Dibiasio’s collection of party snaps from the late 1980s and early 1990s were featured in a special exhibit at last weekend’s LA Art Book Fair, along with the limited edition exhibition catalog Fabulousity: A Night You’ll Never Forget… Or Remember! from Wildlife Press. Ernie Glam wrote the foreword to the book, and luckily for us he still has vivid memories of drug-addled nights spent at the Limelight.

The photographs included in Fabulousity have been tucked away in Ernie's personal archive for the past twenty years. “These are photos from collections that [Alexis] left me before he moved to Florida in 1994. He left me thousands of pictures. He said he was going to eventually come back to New York and get them, but he never came back,” Ernie explained during our talk at the exhibit. He has a distinct recollection of almost every subject photographed. “If I ever get cirrhosis of the liver, this drag queen is responsible for it!” he laughed while pointing at one image as we perused the show.
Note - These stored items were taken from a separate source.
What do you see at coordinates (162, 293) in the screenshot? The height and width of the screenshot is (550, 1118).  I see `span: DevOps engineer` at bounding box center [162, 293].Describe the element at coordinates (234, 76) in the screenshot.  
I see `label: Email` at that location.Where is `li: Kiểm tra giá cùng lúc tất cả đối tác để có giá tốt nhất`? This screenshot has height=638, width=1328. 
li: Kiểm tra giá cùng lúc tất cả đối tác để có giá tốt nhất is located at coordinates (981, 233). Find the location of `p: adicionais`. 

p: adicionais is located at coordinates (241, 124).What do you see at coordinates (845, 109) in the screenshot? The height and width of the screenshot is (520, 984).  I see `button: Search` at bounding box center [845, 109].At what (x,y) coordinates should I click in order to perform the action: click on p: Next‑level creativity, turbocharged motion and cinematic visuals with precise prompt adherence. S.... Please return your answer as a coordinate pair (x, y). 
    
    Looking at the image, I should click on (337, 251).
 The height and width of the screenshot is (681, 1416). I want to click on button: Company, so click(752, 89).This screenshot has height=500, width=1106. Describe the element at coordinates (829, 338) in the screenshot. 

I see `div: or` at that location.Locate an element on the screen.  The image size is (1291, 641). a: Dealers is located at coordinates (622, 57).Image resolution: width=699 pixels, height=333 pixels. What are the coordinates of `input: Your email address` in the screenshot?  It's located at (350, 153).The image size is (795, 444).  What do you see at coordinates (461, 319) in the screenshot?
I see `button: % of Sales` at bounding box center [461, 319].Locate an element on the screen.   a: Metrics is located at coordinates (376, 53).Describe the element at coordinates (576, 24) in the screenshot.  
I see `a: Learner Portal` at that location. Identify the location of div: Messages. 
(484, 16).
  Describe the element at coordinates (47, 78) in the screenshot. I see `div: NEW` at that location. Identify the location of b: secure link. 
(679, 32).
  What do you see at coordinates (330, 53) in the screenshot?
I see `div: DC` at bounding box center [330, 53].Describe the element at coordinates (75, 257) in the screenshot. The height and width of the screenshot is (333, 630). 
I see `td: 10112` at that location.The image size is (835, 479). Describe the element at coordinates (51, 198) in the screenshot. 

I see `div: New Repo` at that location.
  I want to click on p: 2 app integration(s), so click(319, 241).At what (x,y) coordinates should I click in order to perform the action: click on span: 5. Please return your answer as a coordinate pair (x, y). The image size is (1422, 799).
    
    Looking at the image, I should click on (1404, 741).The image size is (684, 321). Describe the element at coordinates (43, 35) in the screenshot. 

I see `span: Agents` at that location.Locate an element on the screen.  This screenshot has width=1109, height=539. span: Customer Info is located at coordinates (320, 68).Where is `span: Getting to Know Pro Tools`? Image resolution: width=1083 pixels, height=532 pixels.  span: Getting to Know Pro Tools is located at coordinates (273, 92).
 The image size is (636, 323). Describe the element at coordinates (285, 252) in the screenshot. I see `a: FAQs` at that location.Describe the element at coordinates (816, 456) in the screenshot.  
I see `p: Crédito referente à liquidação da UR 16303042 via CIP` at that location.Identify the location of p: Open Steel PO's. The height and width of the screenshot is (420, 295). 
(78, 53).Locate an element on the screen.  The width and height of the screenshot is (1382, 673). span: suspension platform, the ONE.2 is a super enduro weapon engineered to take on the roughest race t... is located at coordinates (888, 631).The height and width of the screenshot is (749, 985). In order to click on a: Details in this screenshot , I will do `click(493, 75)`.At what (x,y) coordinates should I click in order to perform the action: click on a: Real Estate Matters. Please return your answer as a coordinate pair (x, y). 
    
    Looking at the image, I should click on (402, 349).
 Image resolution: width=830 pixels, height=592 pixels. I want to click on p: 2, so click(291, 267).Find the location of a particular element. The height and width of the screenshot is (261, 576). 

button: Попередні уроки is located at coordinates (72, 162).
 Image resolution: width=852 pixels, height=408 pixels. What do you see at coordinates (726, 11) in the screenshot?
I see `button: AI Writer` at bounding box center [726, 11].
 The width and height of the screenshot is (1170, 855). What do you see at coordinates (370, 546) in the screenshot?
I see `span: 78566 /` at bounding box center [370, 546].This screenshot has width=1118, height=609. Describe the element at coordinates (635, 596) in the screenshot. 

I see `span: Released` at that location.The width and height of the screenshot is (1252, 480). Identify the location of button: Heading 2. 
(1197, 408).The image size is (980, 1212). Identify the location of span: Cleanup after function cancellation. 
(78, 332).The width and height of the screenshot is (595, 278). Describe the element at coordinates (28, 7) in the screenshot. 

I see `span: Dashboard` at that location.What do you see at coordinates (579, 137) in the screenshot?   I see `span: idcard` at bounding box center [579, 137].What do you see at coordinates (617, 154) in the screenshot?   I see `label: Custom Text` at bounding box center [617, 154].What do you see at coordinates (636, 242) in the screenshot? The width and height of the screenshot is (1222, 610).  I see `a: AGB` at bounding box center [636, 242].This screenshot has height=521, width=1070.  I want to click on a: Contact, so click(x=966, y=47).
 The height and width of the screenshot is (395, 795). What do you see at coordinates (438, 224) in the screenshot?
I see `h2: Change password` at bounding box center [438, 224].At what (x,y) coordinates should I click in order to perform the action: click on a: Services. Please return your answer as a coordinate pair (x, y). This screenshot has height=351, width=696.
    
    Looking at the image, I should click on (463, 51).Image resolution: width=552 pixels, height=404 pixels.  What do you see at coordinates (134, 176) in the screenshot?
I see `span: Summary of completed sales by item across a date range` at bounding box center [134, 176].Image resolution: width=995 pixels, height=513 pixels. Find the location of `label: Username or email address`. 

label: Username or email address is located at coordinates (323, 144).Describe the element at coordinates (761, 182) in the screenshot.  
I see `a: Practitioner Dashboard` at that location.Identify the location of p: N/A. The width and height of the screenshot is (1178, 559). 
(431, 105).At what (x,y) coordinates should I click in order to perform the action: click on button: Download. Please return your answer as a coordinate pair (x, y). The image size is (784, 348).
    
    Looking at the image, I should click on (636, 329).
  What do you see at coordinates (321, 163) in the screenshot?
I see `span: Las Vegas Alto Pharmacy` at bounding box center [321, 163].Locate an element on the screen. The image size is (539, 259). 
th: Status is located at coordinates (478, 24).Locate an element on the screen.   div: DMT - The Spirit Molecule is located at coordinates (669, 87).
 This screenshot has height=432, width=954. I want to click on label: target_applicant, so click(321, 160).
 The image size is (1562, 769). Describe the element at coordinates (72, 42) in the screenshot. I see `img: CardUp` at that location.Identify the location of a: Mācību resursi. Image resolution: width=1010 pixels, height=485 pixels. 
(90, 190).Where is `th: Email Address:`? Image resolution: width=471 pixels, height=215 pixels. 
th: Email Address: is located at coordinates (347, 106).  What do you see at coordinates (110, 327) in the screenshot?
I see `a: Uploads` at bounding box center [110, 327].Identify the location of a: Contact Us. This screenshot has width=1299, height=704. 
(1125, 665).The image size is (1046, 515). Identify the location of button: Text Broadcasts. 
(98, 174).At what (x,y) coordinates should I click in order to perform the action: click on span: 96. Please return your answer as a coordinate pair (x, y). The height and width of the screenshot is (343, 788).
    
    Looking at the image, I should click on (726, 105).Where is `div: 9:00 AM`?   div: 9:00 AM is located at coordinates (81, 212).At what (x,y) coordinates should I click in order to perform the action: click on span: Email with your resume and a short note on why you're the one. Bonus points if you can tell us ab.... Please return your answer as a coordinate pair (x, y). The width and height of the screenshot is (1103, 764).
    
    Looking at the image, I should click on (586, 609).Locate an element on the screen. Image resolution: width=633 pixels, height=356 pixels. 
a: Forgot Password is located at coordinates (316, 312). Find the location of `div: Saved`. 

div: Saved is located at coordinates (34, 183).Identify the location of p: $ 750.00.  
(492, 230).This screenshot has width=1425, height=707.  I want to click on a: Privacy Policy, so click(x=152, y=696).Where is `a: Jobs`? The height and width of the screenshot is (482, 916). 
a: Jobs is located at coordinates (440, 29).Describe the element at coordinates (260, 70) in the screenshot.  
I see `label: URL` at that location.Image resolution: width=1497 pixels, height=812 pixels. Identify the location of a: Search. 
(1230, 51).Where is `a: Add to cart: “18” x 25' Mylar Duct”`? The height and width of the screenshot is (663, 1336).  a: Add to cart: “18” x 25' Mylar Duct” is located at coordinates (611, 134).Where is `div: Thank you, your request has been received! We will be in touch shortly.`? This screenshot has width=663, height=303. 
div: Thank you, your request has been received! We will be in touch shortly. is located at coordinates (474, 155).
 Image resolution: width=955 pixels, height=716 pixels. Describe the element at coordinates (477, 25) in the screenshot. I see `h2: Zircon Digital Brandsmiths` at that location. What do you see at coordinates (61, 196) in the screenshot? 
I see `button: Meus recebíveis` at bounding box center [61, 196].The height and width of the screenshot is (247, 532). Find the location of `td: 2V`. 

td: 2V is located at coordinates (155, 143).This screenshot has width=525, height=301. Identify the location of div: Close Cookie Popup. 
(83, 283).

Our conversation quickly drifted from memories of cranky drag queens writing citations for bad outfits––Brandy Wine and Brenda A Go Go of the self-appointed “Fashion Patrol"––to the ever-evolving world of New York nightlife, the leap from partier to professional, and how to have fun.


Noah Adler: Where are all your costumes today?
Ernie Glam: I still have a whole suitcase full of costumes. I save them figuring maybe there will be a Club Kid archive I can donate them to someday. I already have a pretty big archive, and when Michael Alig gets out of prison, I’m sure he has a lot of Club Kid stuff. We’ll probably put it all together and make an archive.

At what point did people in the scene start careers?
I think it was up to the individual. Some club people never quit. Kenny Kenny, Amanda Lepore, they’re just never going to not do clubs. In Dean Bowery’s case, I think he stopped going out around 1993; he dropped out and devoted himself to his fashion career. He works at Vera Wang now, and I think he worked on the dress that Michelle Obama wore to the second inauguration ball. Another friend of mine who used to hang out with us, she ended up working for Isaac Mizrahi for years. At one point you had to decide if you were going to dedicate yourself to that. You can’t really pursue a career in the fashion industry and go out until 4 o’clock in the morning doing ecstasy four nights a week.